ARTHUR BERNARD COLLINS

 

Adventurers/Immigrants

 

Dad’s roots might go back to a Norwegian sailor, Jens Nicolas Collin, a “Steuermann” on the ship Prinz Fridrich Wilhelm of Prussia who was born about 1761 in Bergen, Norway. He may have jumped ship in Ostfriesland (Lower Saxony, Germany). This would explain how the very un-German name, Collin, was introduced in that area. An adventuresome spirit could be a legacy to the Collins clan from that eighteenth century sailor. Speculations like this gave way to fact when, with the help of Zella Mirick (Ostfriesen Genealogical Society of America), we established the first positive roots of the Collin clan. With her help and the cross checking of my sister, Zoe, who checked other sources and Ancestry.com, we found my Dad’s grandfather, Englebart Collin, born in Norden, Germany in 1852. He married Trientje Harms (1859-1903) of Moordorf in the Lutheran Church at Victorbur around 1880.

 

Anna, Carl (back row)

Harm, Trientje's Mother, Anna, Trientje (front row)

 

By 1889 they had three children, Tena (1881), Carl (1886), and Harm (1889). Life was challenging in their native land, a flat terrain reclaimed from the North Sea bordered on the west by the Ems River. In the second half of the 19th century at least 35 people left Moordorf and 60 left Victorbur. Most immigrated to Iowa or Illinois. 

 

Overcome by wide spread hunger and war, Englebart struggled to make a living as a workman in Lintel, Moordorf, and Uttum, but could barely provide for his family, so he agreed with Trientje to join the massive wave of immigrants to the United States. Conditions were so bad that in some German villages over half of the population departed. Englebart led the way arriving on the ship, Muenchen (maiden voyage 1/23/1889 with room for 1,763 3rd class passengers), from Bremen, Germany in Baltimore on August 6, 1889. Trientje followed with the children arriving on the ship, America, in Baltimore on October 16, 1889. The spirit of adventure had been replaced by a desire for survival, a stubborn spirit, and a willingness to take risks immigrating to a foreign country. Englebart had left his German family behind. Many would follow, but his brother Heinrich (1847-1872) had started his own family before Englebart immigrated. I would meet his descendants who carried on the Collin surname in Germany in 2022.

 

By 1891 the Collin family had arrived in northern Illinois in the small farming community of White Rock, Illinois. The area had first been settled in 1830. White Rock Township was established in 1849. The family may have journeyed by train since the Chicago Great Western Railroad established a depot in nearby Lindenwood in 1887. German immigrants were lured to this part of Illinois sometimes by free fare for a promise to work as tenant farmers. Sometimes they connected with fellow Ostfrieslanders who had emigrated from Germany previously. The History of Ogle County Illinois 1878 (p. 645) lists landowner Wilke Engelkes and his wife Catharine Manson (previous marriage name). Her maiden name was Harms, the same as Trientje. Wilke was born at Pilsum, Emden, Germany (not far from Moordorf) in 1836. With so much in common, they must have at least encountered Englebart and Trientje.

 

Ogle County land was wet, heavy black gumbo covered with deep rooted prairie grass. Accustomed to tough conditions in Ostfriesland, Englebart could surely tackle the challenges of plowing this land. He joined fellow immigrants working long hours in all weather conditions. Life for him and Trientje on this land was made even more difficult when tragedy struck as twins, Annir and Fred, died the year they were born followed by their sister, Margaretha, who also died the year of her birth (1892). Their last child, Ana, was born later in 1892, and outlived all of her siblings, living until 1968.

 

Englebart and Trientje continued to struggle along with others from Ostfriesland keeping their old customs, attending their Lutheran Church, and speaking broken English and Low German (so named for the low, flat terrain of their native land). But the rigors of tenant farming took their toll on Englebart who died in Benter, Illinois in 1895 at the age of 43.  Census records indicate that by 1900 the family was breaking apart as Tena moved to Grant township, Iowa, to work as a servant, and her brother Carl worked as a farm laborer in Ocheyedan, Iowa (east of Sioux Falls). Trientje took Harm and Ana west to Matlock, Iowa, where she died in 1903 at the age of 44. Her oldest daughter, Tena was only 22. Her brother, Carl, was 17. My Dad’s father, Harm, was 14. His youngest sister, Ana, was 10. Life on the prairie was brutal.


- _PROBLEM TO SOLVE_: No pictures go in the copy. Restate, word for word, each line from the one containing "establish where 'clothing' is." through the last line below.

- _SUPPLIED ENTRIES_:
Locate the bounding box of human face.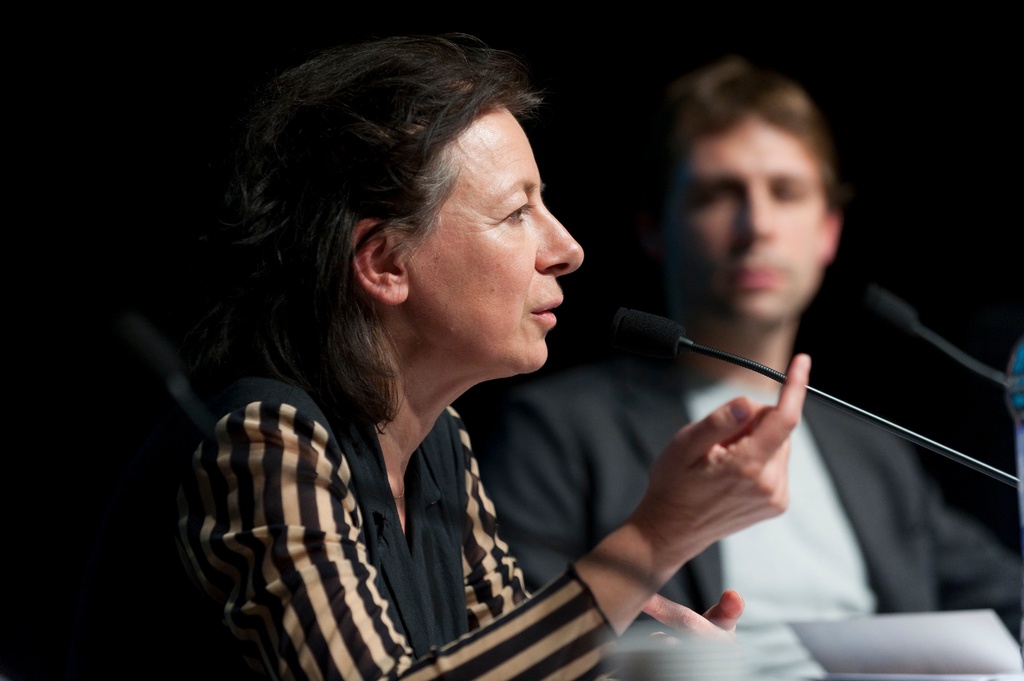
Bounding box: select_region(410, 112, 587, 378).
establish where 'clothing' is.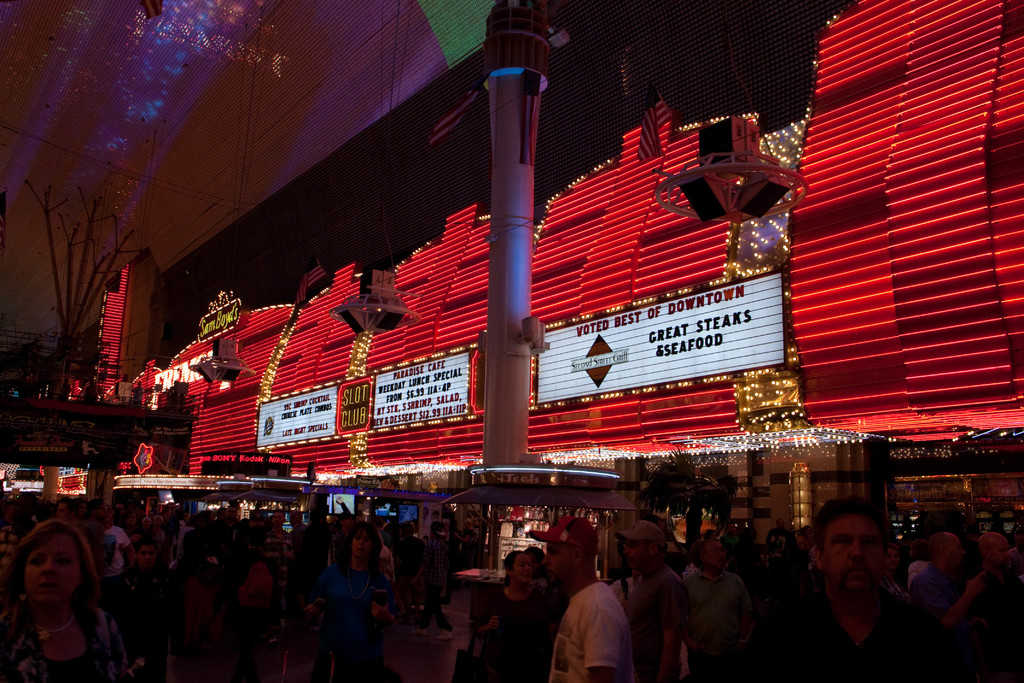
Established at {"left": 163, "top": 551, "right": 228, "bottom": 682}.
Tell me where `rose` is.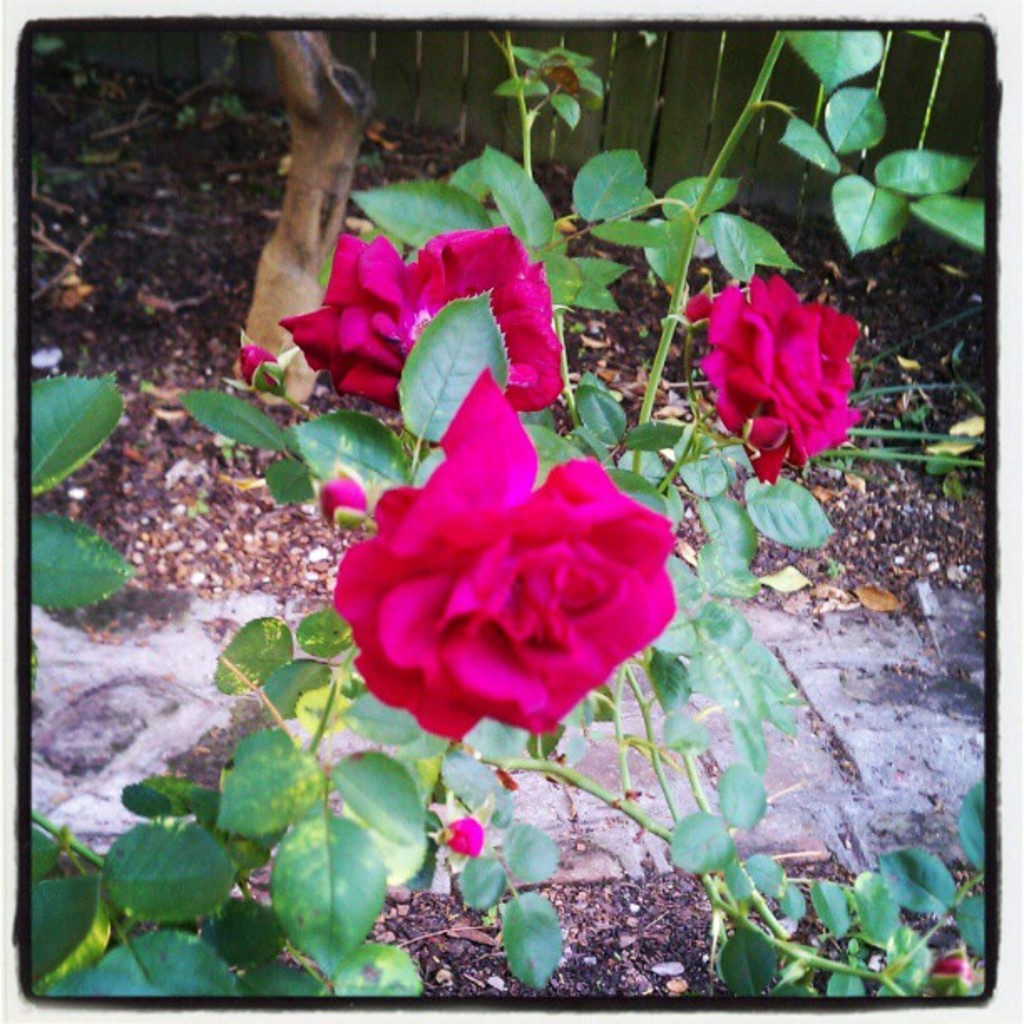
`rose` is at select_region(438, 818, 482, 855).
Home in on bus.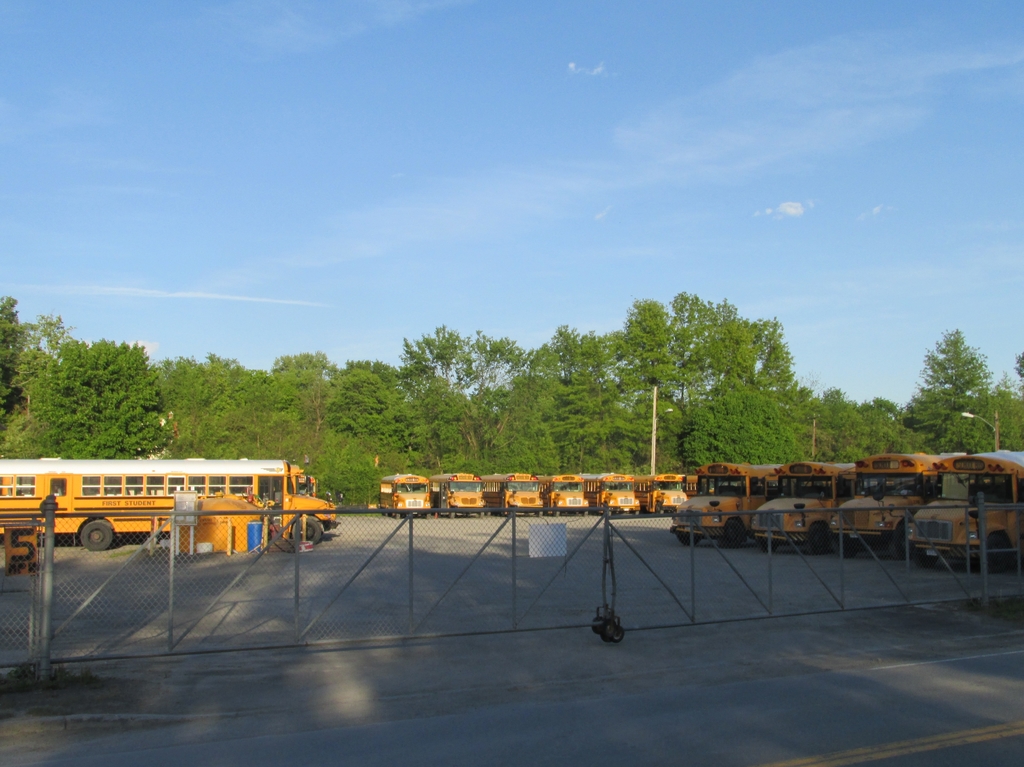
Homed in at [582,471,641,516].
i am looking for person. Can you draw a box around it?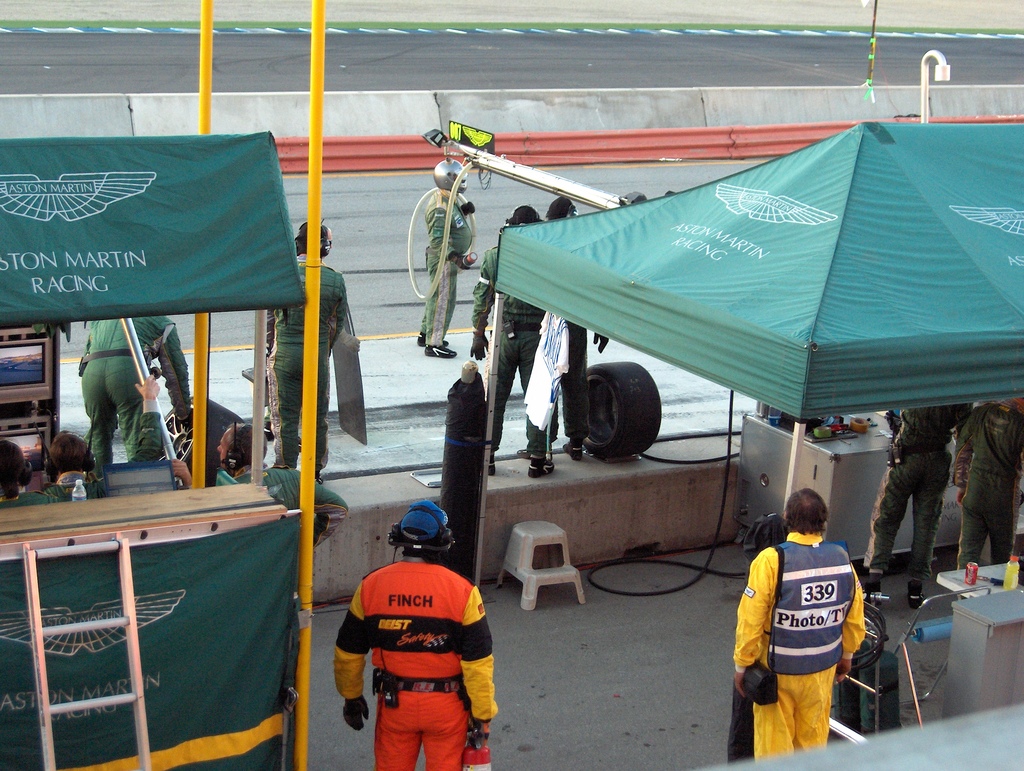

- _OUTPUT OF THE TASK_:
establish where 'clothing' is.
Established at {"left": 163, "top": 551, "right": 228, "bottom": 682}.
Tell me where `rose` is.
`rose` is at select_region(438, 818, 482, 855).
Home in on bus.
Homed in at [582,471,641,516].
i am looking for person. Can you draw a box around it?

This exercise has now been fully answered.